Here's an announcement I've wanted to make for a while: I'm releasing my microcontroller simulator, MCUS. It's a fairly simple simulator designed to aid in teaching the OCR 2008 A-level electronics syllabus to UK students. As far as I know, it's the only simulator available which follows the new syllabus (for which OCR have deigned to write their own simple assembly language, obsoleting any previous simulators used in schools).
It's already had three releases (this is the fourth), but I didn't want to make the 0.1.x releases too public, as they were mainly for testing the program at school. The 0.2.0 release was a brown paper bag release, due to a bad GTK+ version dependency, and some files necessary for the Windows zip package not being included.
It's available on the MCUS project page, with 0.2.1 being the latest release. A Windows installer is available too, built with NSIS; as well as a simple zip package of the installed directory tree on Windows, since the program's relocatable.
My school is already using it, and I'm releasing it in the hope of other schools being able to make use of it. As always, it's open source, released under the GPLv3+.
Future plans include a graph to visualise the ADC waveform, and the addition of more simulated input and output hardware.
http://tecnocode.co.uk/downloads/mcus-0.2.1.tar.gz doesn't work
Whoops. Fixed, thanks.
Screenshot looks good but the lit green is hard to see from the un-lit, if you know what I mean.
That screenshot is from version 0.1.1. For version 0.2.0, the colours were changed so it's now light green on grey, which works better.
It would be a good idea to list your software at http://www.gnomefile.org/ so it can be discover by other people.
I do normally list my software on gnomefiles.org, but since MCUS isn't really useful to the vast majority of GNOME users, I didn't think it suitable.
I am planning to submit an article to a UK electronics education magazine, though, which should go quite a way to helping people discover MCUS.
The correct link is http://www.gnomefiles.org/ , sorry.
Do you have any sample programs that might help getting started with this?
Not at the moment, but I'll try and write some and put them up here in a future post. For the moment, you can look at the documentation for a reference to the assembly language, which will get you going if you already know some assembly.
I suppose it would be a good idea if I included some examples in the package as well.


* **What is required**
Search the listing for the word "semi" and return each line that contains it.

* **Dataset entries**

........

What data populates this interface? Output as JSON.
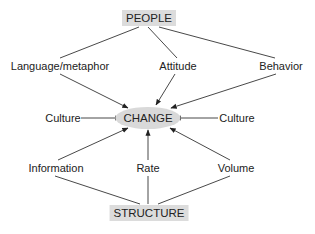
{
  "diagram": {
    "type": "concept-map",
    "colors": {
      "box_fill": "#dcdcdc",
      "line": "#333333",
      "text": "#222222",
      "background": "#ffffff"
    },
    "top_node": {
      "label": "PEOPLE"
    },
    "center_node": {
      "label": "CHANGE"
    },
    "bottom_node": {
      "label": "STRUCTURE"
    },
    "people_factors": [
      {
        "label": "Language/metaphor"
      },
      {
        "label": "Attitude"
      },
      {
        "label": "Behavior"
      }
    ],
    "culture_left": {
      "label": "Culture"
    },
    "culture_right": {
      "label": "Culture"
    },
    "structure_factors": [
      {
        "label": "Information"
      },
      {
        "label": "Rate"
      },
      {
        "label": "Volume"
      }
    ],
    "edges": [
      {
        "from": "PEOPLE",
        "to": "Language/metaphor",
        "arrow": false
      },
      {
        "from": "PEOPLE",
        "to": "Attitude",
        "arrow": false
      },
      {
        "from": "PEOPLE",
        "to": "Behavior",
        "arrow": false
      },
      {
        "from": "Language/metaphor",
        "to": "CHANGE",
        "arrow": true
      },
      {
        "from": "Attitude",
        "to": "CHANGE",
        "arrow": true
      },
      {
        "from": "Behavior",
        "to": "CHANGE",
        "arrow": true
      },
      {
        "from": "Culture (left)",
        "to": "CHANGE",
        "arrow": true
      },
      {
        "from": "Culture (right)",
        "to": "CHANGE",
        "arrow": true
      },
      {
        "from": "Information",
        "to": "CHANGE",
        "arrow": true
      },
      {
        "from": "Rate",
        "to": "CHANGE",
        "arrow": true
      },
      {
        "from": "Volume",
        "to": "CHANGE",
        "arrow": true
      },
      {
        "from": "STRUCTURE",
        "to": "Information",
        "arrow": false
      },
      {
        "from": "STRUCTURE",
        "to": "Rate",
        "arrow": false
      },
      {
        "from": "STRUCTURE",
        "to": "Volume",
        "arrow": false
      }
    ]
  }
}
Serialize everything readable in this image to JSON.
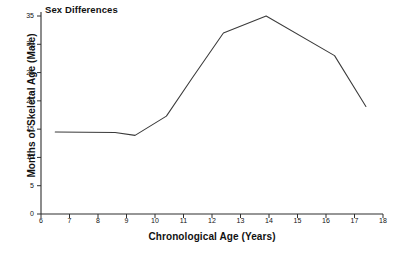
{
  "chart_data": {
    "type": "line",
    "title": "Sex Differences",
    "xlabel": "Chronological Age (Years)",
    "ylabel": "Months of Skeletal Age (Male)",
    "xlim": [
      6,
      18
    ],
    "ylim": [
      0,
      35
    ],
    "xticks": [
      6,
      7,
      8,
      9,
      10,
      11,
      12,
      13,
      14,
      15,
      16,
      17,
      18
    ],
    "yticks": [
      0,
      5,
      10,
      15,
      20,
      25,
      30,
      35
    ],
    "xtick_labels": [
      "6",
      "7",
      "8",
      "9",
      "10",
      "11",
      "12",
      "13",
      "14",
      "15",
      "16",
      "17",
      "18"
    ],
    "ytick_labels": [
      "0",
      "5",
      "10",
      "15",
      "20",
      "25",
      "30",
      "35"
    ],
    "grid": false,
    "legend": null,
    "series": [
      {
        "name": "Months of Skeletal Age (Male)",
        "color": "#3a3a3a",
        "x": [
          6.5,
          8.6,
          9.3,
          10.4,
          11.3,
          12.4,
          13.9,
          16.3,
          17.4
        ],
        "y": [
          14.5,
          14.4,
          13.9,
          17.3,
          24.0,
          32.0,
          35.0,
          28.0,
          19.0
        ]
      }
    ],
    "points_note": "single polyline, no markers"
  },
  "axes": {
    "axis_color": "#2e2e2e",
    "line_color": "#3a3a3a"
  }
}
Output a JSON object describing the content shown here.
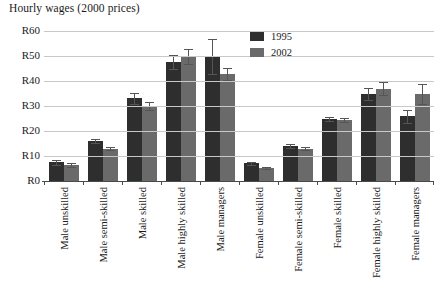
{
  "chart_data": {
    "type": "bar",
    "title": "Hourly wages (2000 prices)",
    "xlabel": "",
    "ylabel": "",
    "ylim": [
      0,
      60
    ],
    "ytick_labels": [
      "R60",
      "R50",
      "R40",
      "R30",
      "R20",
      "R10",
      "R0"
    ],
    "ytick_values": [
      60,
      50,
      40,
      30,
      20,
      10,
      0
    ],
    "grid": true,
    "legend_position": "top-center-right",
    "categories": [
      "Male unskilled",
      "Male semi-skilled",
      "Male skilled",
      "Male highly skilled",
      "Male managers",
      "Female unskilled",
      "Female semi-skilled",
      "Female skilled",
      "Female highly skilled",
      "Female managers"
    ],
    "series": [
      {
        "name": "1995",
        "color": "#2e2e2e",
        "values": [
          7.5,
          16.0,
          33.2,
          47.8,
          50.0,
          7.2,
          14.0,
          25.0,
          35.0,
          26.0
        ],
        "error_low": [
          6.6,
          15.2,
          31.0,
          45.0,
          43.0,
          6.6,
          13.2,
          24.2,
          32.6,
          23.4
        ],
        "error_high": [
          8.4,
          16.8,
          35.4,
          50.6,
          57.0,
          7.8,
          14.8,
          25.8,
          37.4,
          28.6
        ]
      },
      {
        "name": "2002",
        "color": "#6a6a6a",
        "values": [
          6.5,
          13.0,
          30.0,
          50.0,
          43.0,
          5.2,
          13.0,
          24.5,
          37.0,
          35.0
        ],
        "error_low": [
          5.7,
          12.4,
          28.4,
          47.0,
          40.6,
          4.8,
          12.4,
          23.7,
          34.4,
          31.0
        ],
        "error_high": [
          7.3,
          13.6,
          31.6,
          53.0,
          45.4,
          5.6,
          13.6,
          25.3,
          39.6,
          39.0
        ]
      }
    ]
  },
  "legend": {
    "items": [
      {
        "label": "1995"
      },
      {
        "label": "2002"
      }
    ]
  }
}
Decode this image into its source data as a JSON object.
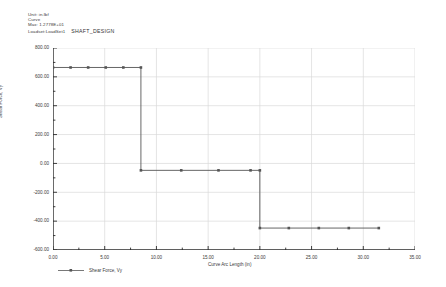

........

* **Task result**
      "Male semi-skilled",
      "Female semi-skilled",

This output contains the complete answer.